It is quite hard to argue that Cleveland Cavaliers franchise owner Dan Gilbert is cheap. Or, at least, it was hard to argue that before Gilbert parted ways with his general manager David Griffin over what appears to be stalled contract negotiations.
Dan Gilbert paid $166 million for the Cavaliers’ roster. Why won’t he pay a general manager?
Why was Gilbert willing to spend so much on his roster but play hardball with front office pay?


The Cavaliers had a massive $121 million payroll in 2016-17 and face a $45 million luxury tax bill on top of that. LeBron James, Kyrie Irving, and Kevin Love aren’t cheap, and re-signing Tristan Thompson, Iman Shumpert, and J.R. Smith in recent years got quite expensive. Cleveland will begin triggering the oppressive repeater tax in 2017-18, which will increase its inevitable luxury tax bill an additional 44 percent.
(The repeater tax enters the picture when a team has triggered the tax in three of the four previous seasons. This is Year 3 of the tax for Cleveland, so it has not yet been triggered. If the Cavaliers go one dollar over the tax next year — and they will — the repeater will be triggered for both 2017-18 and 2018-19.)
So Gilbert paid $166 million for a roster that made the NBA Finals. We don’t know how much revenue such a good team pulled in, but chances are the Cavaliers lost money this season.
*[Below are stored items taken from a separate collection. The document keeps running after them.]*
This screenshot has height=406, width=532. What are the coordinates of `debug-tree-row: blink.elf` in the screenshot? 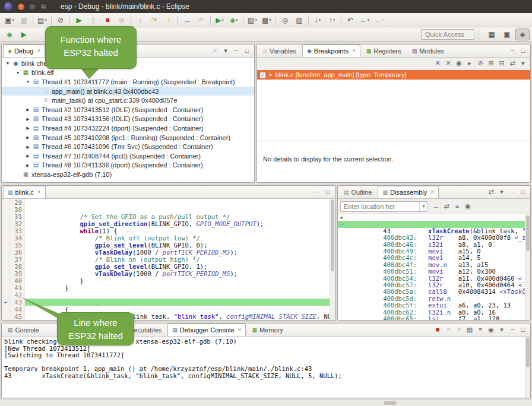 It's located at (128, 73).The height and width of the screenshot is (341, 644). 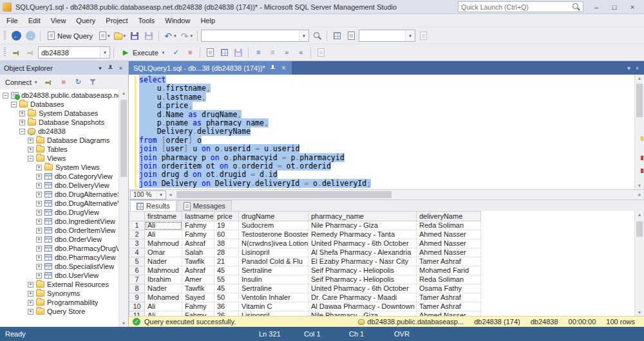 I want to click on tree-node: +Tables, so click(x=59, y=149).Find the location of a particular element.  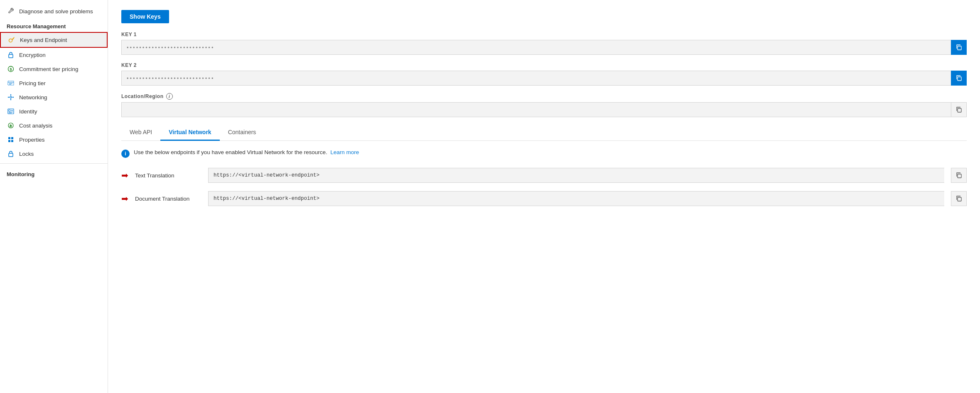

sidebar-item-commitment-tier-pricing: $ Commitment tier pricing is located at coordinates (54, 69).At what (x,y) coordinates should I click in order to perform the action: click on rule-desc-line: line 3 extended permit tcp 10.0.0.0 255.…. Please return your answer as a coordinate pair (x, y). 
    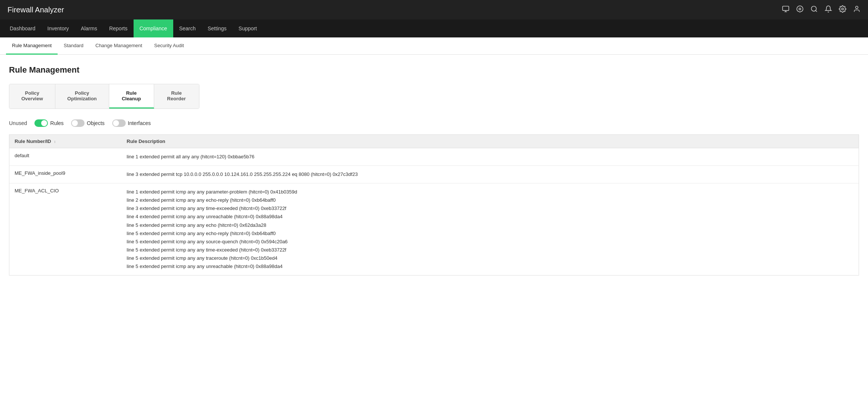
    Looking at the image, I should click on (490, 174).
Forbes reported that the Cavaliers lost $40 million in 2016-17 despite winning the championship. Those reported 2015-16 losses came with the same total payroll as Cleveland carried this season. Odds are there were significant losses.
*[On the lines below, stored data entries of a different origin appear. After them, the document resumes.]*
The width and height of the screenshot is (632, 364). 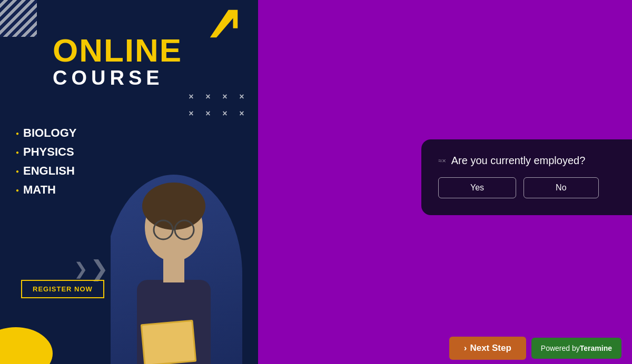 I want to click on yellow-blob-decoration, so click(x=32, y=338).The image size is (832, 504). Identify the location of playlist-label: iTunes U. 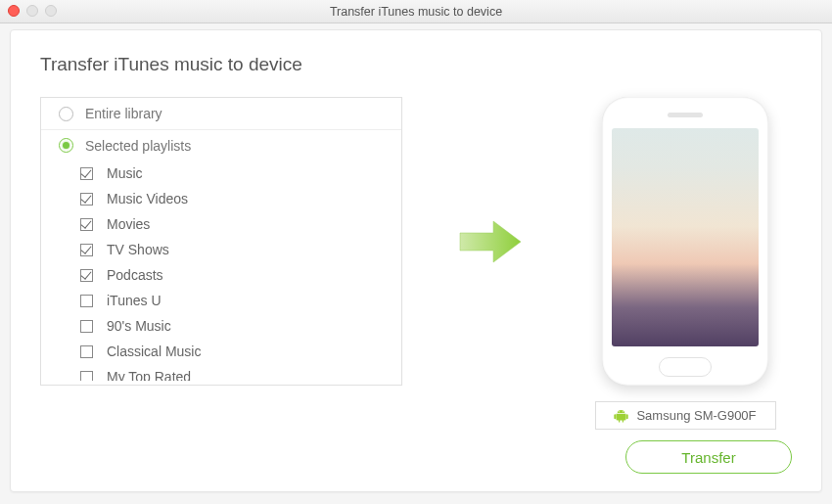
(134, 300).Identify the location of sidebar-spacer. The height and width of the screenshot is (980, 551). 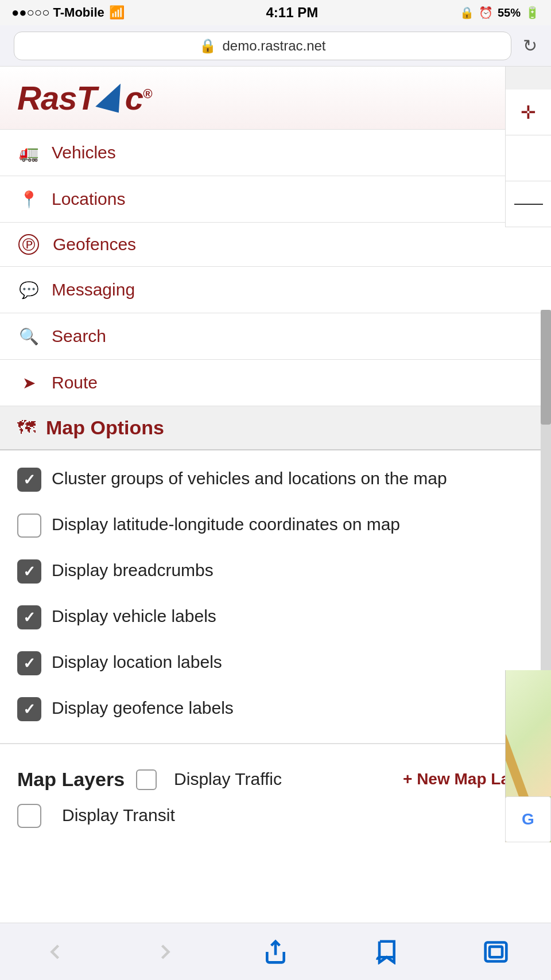
(529, 158). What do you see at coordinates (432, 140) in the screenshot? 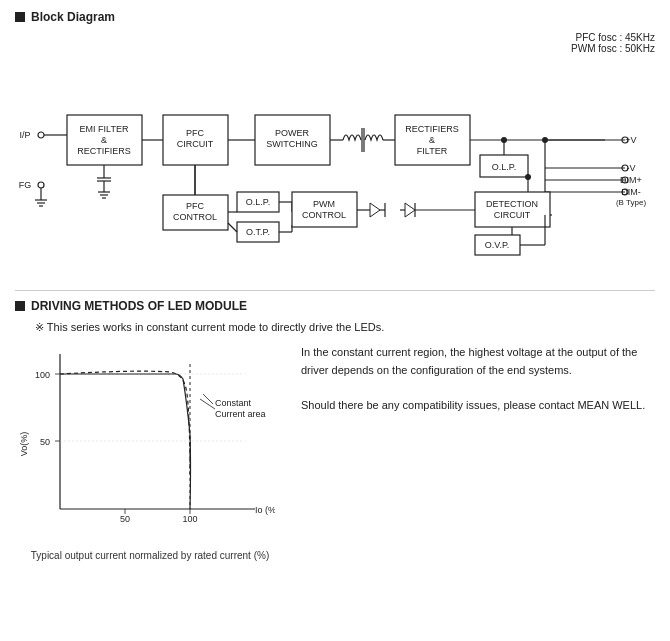
I see `rect-filter-label2: &` at bounding box center [432, 140].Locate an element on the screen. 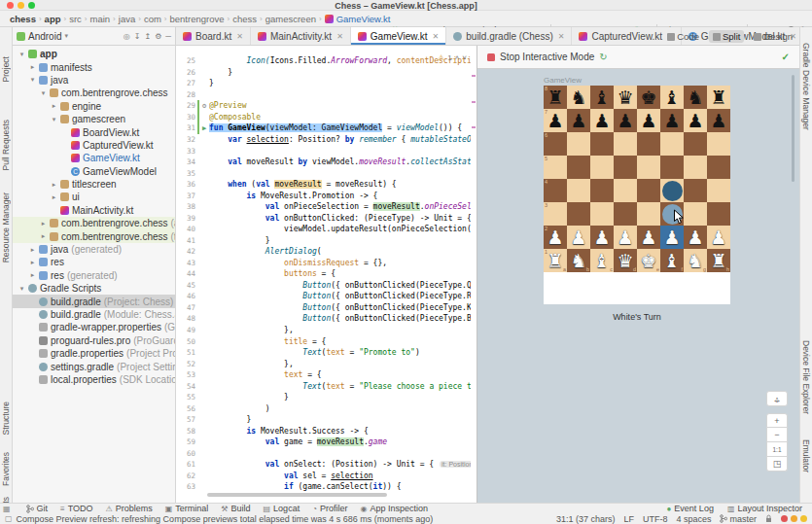 The height and width of the screenshot is (524, 812). toolwindow-button-terminal: ▣Terminal is located at coordinates (187, 508).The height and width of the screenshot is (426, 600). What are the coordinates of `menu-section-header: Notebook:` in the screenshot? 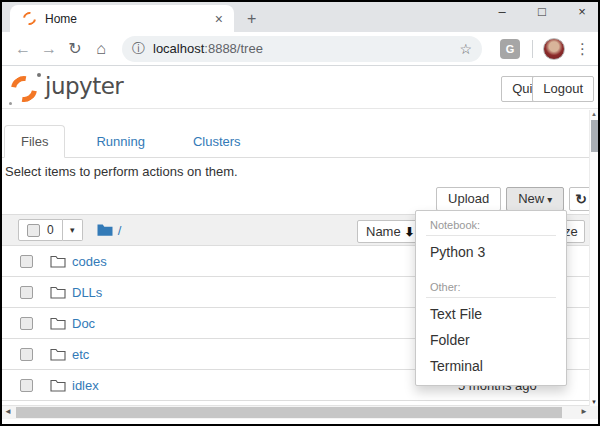 It's located at (491, 224).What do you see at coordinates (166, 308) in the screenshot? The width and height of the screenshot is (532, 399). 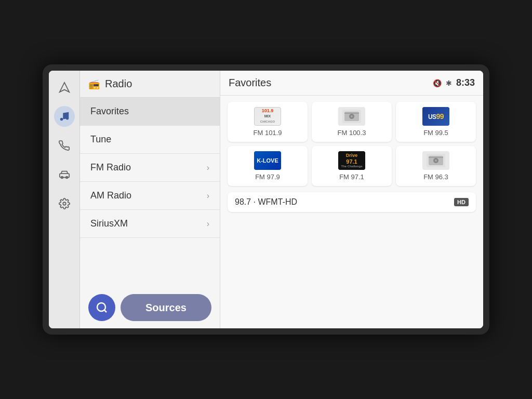 I see `sources-button: Sources` at bounding box center [166, 308].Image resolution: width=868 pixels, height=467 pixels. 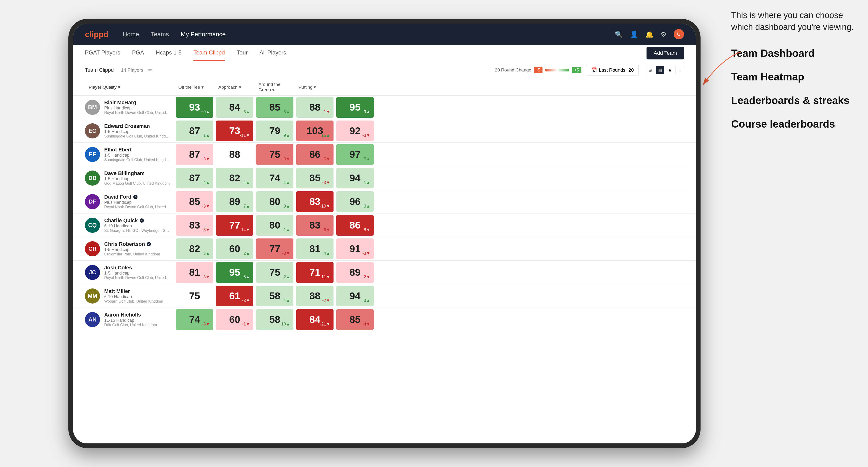 I want to click on score-change: -10▼, so click(x=325, y=206).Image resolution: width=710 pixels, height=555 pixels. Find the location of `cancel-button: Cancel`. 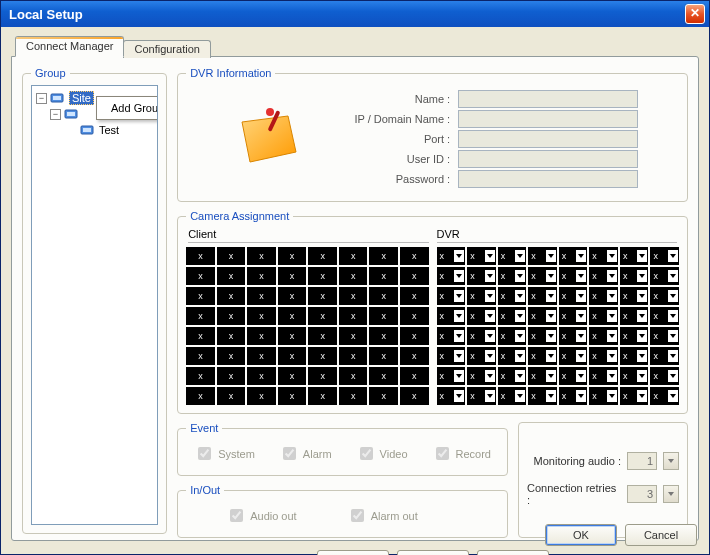

cancel-button: Cancel is located at coordinates (661, 535).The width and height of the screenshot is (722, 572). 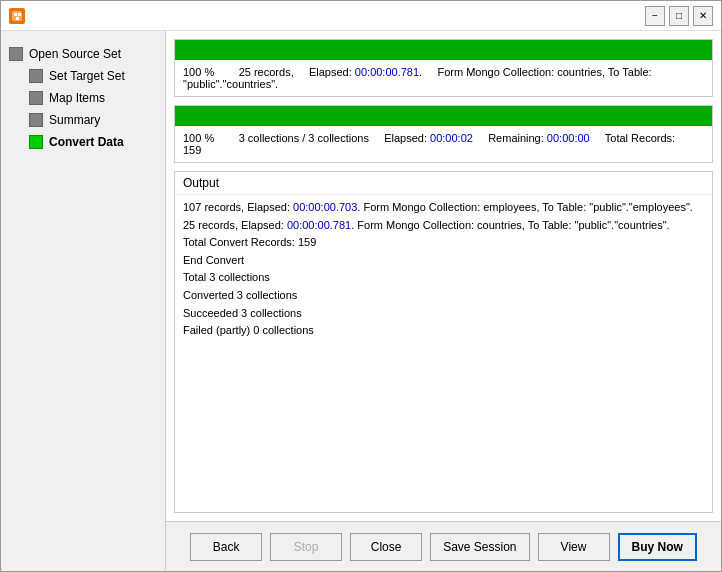 What do you see at coordinates (444, 68) in the screenshot?
I see `progress-panel-1: 100 % 25 records, Elapsed: 00:00:00.781.…` at bounding box center [444, 68].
This is what makes Gilbert’s refusal to give Griffin a raise so incredible.
Reports have suggested that Griffin’s contract paid him less than $2 million per season. General managers often get paid less than coaches -- there are GMs out there making less than the veteran’s minimum -- but most GMs don’t take their teams to three straight NBA Finals. Griffin rightfully felt he deserved a raise. We don’t know how big a raise, but it’s unlikely he was asking for something completely outside norms.
Let’s say Griffin wanted to get up to $5 million per year (or less than half of what Phil Jackson is making). That’s an extra $3 million in costs for Gilbert. Executive salaries aren’t capped, so there’s no extra luxury tax expense or anything. In the grand scheme of things, isn’t it worth it to keep a clearly successful GM who has a good working relationship with LeBron James, the only reason you’re in position compete for championships?
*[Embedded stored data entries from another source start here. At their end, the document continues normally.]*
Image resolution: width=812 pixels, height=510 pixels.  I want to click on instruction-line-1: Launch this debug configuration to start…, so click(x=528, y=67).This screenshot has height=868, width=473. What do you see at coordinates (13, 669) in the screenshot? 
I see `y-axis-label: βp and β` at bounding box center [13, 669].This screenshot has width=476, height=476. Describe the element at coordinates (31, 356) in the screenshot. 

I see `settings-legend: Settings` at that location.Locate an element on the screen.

Are the savings from hiring a less-experienced, cheaper general manager worth the drama?
For Dan Gilbert, the answer is yes.
It gets even worse. Gilbert’s grand scheme after running Griffin out of town was to hire Chauncey Billups as president of basketball operations. This is a position over the general manager, and is usually the top basketball job in a franchise. Billups has no front office experience, but is seen as a future managerial star. Gilbert chased Billups immediately, with no apparent Plan B.
One problem: according to ESPN, Gilbert lowballed Billups too, initially offering $1.5 million per year (less than what Griffin made) and bumping that to $2 million per year when rebuffed. ESPN reports that typical starting salary that position is $4 million.
This is like spending $100 on porterhouse and lobster and eating it with plastic cutlery. This is like drinking Louis XIII out of a Dixie cup. This is like building an immaculate, expensive manor on top of a shaky, cheap foundation. When you spend this much money on something, you had better not cut corners. Otherwise, why bother?
The sad truth of this is that Griffin and other GMs have little leverage. There are lots of basketball executives who will work cheaply — Griffin has been such an executive for years — and little pressure on franchise owners to pay up when they are successful. LeBron has already been more vocal than most players would be, and that’s really the only anvil that can come down on Gilbert at this point.
The fact that LeBron likes Griffin, has recently advocated for a new contract for Griffin, and is a free agent in 2018 makes Gilbert’s contract quibbling all the more foolish. That the team is now flailing a week into free agency without any apparent plan going forward is malpractice.
Franchise owners almost always get away with twisting the screws on their GMs. Maybe this time it will end up twisting Gilbert’s screw.